Breaking News - February 16, 2011.  California State University System Spends Millions on Consulting Fees and Administrator Raises in the Face of Severe Budget Shortfalls.

The Irascible Professor has learned that in spite of the on-going, major budget crisis in California that has resulted in substantial fee and tuition increases for students, freezes in faculty and staff salaries, layoffs for many part-time faculty members, mandatory furloughs for full-time faculty and staff, and a severe shortage of class sections for students, the California State University System has managed to find enough money to fund 607 raises for CSU managers and administrators.

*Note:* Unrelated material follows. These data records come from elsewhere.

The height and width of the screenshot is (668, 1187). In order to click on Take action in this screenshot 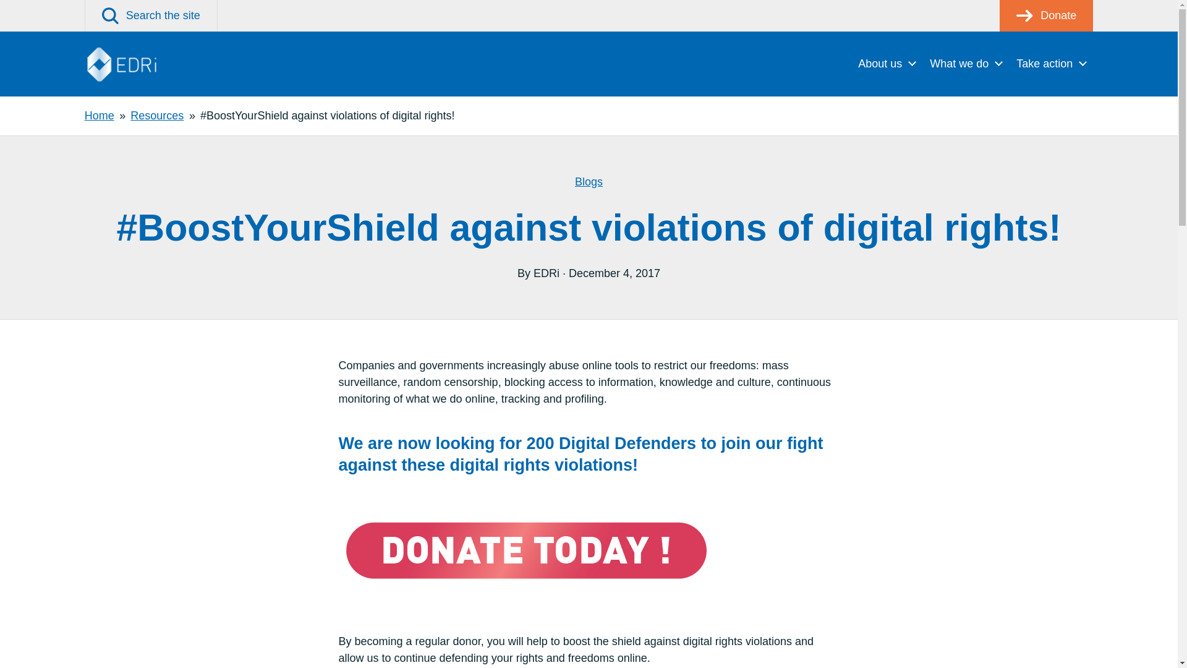, I will do `click(1051, 63)`.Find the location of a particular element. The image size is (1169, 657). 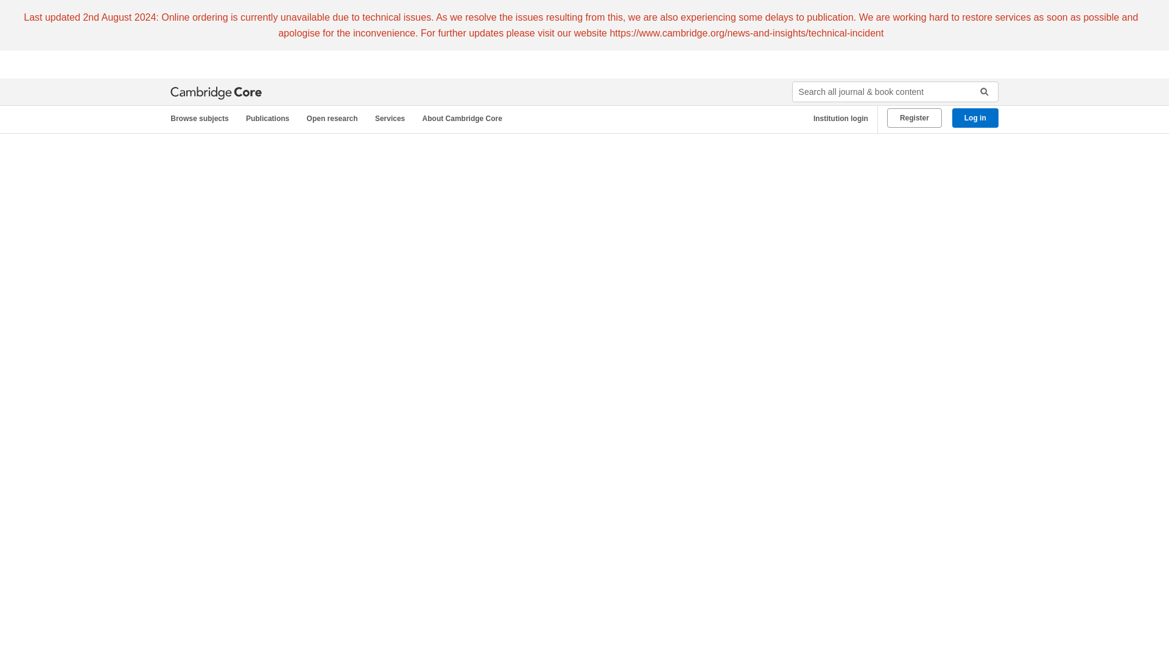

Browse subjects is located at coordinates (205, 119).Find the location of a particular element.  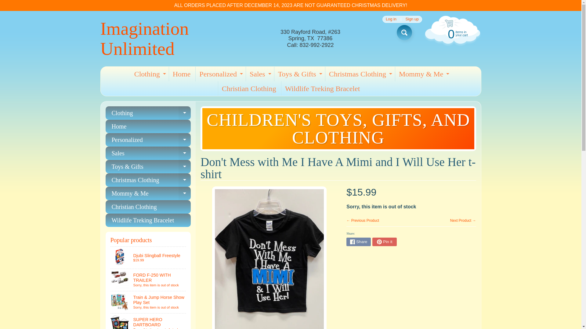

Djubi Slingball Freestyle is located at coordinates (148, 258).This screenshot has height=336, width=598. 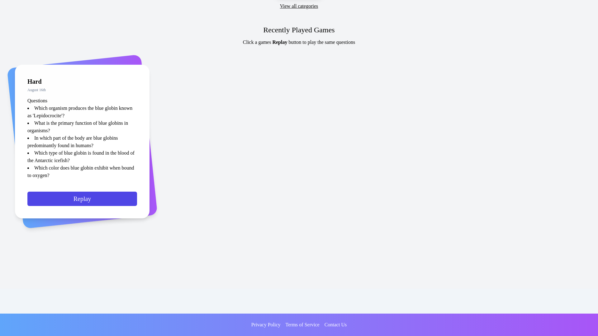 What do you see at coordinates (336, 325) in the screenshot?
I see `Contact Us` at bounding box center [336, 325].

In addition, the CSU System was able to find millions of dollars to hire outside consultants to lobby the State Legislature, and to provide labor relations services even though the CSU Chancellor's Office maintains a fully-staffed Advocacy and State Relations Office in Sacramento and has a fully-staffed labor relations office in Long Beach.  Each of the California State University campuses also employs their own legislative advocates, and each of the individual campuses also maintains fully-staffed labor relations offices.

The budget problems of the California State University System continue.  Governor Brown has proposed another half-billion dollar cut to the CSU budget for the 2011-12 fiscal year.  Brown is proposing "targeted cuts" that would minimize fee and enrollment impacts on students.  CSU Chancellor Charlie Reed, on the other hand, is lobbying for "maximum flexibility" in applying the new budget cuts.

It appears, however, from information obtained by the California Faculty Association (the faculty bargaining agent) that the Chancellor has taken advantage of previous "unallocated" cuts to approve significant raises for a large number of managers and administrators in the system, and to spend millions of dollars on contracts for private consultants that essentially duplicate the work of current CSU employees.

Between July 1, 2008 and June 30, 2010 a total of 607 management raises were approved by the campus presidents and the Chancellor.  The cost of these raises amounted to over $6.5 million.  These raises were awarded to managers and administrators who already were earning, on average $98,000 per year.  While many of the raises were the result of "reassignment" or "temporary reassignment" of managers and administrators that may have warranted modest salary increases, the raises averaged more than 10% per person.  In an era where faculty and staff salaries actually declined some 10% owing to the number of furlough days they were required to take, 10% raises for several hundred managers and administrators seems excessive.

More egregious, however, is the Chancellor's Office practice of hiring outside consultants to do work that duplicates the efforts of CSU employees.  For example, since 2005 the Chancellor has spent $1.2 million on outside consultants to lobby the California State Legislature even though the CSU has a full-time Advocacy and State Relations Office in Sacramento, which is led by an Assistant Vice Chancellor who receives a salary of $183,000 per year.  This office employs three lobbyists whose pay ranges from $74,000 to $130,000 per year.  Surely the taxpayers are owed an explanation of why the outside lobbyists are needed, when the Chancellor's Office already has highly paid lobbyists who are CSU employees.

On the labor relations front, the Chancellor's Office has been employing an outside labor relations consultancy, C. Richard Barnes and Associates, which received at least $4.3 million in fees from the CSU between 2006 and 2010 even though the system has a fully-staffed labor relations division with a Senior Director for Labor Relations and a Vice Chancellor for Human Resources whose combined salaries are in excess of $400,000 per year.  (The IP would note that the contract between the CSU and  the Barnes organization was the subject of some controversy, because it was awarded on a no-bid basis.)  Barnes and Associates charge the CSU $5,000 per day to offer training sessions to CSU employees, and $4,000 per day to perform bargaining, mediation, and arbitration services for the system.  Again, the question arises as to why both system employees and outside consultants are being paid for essentially the same duties.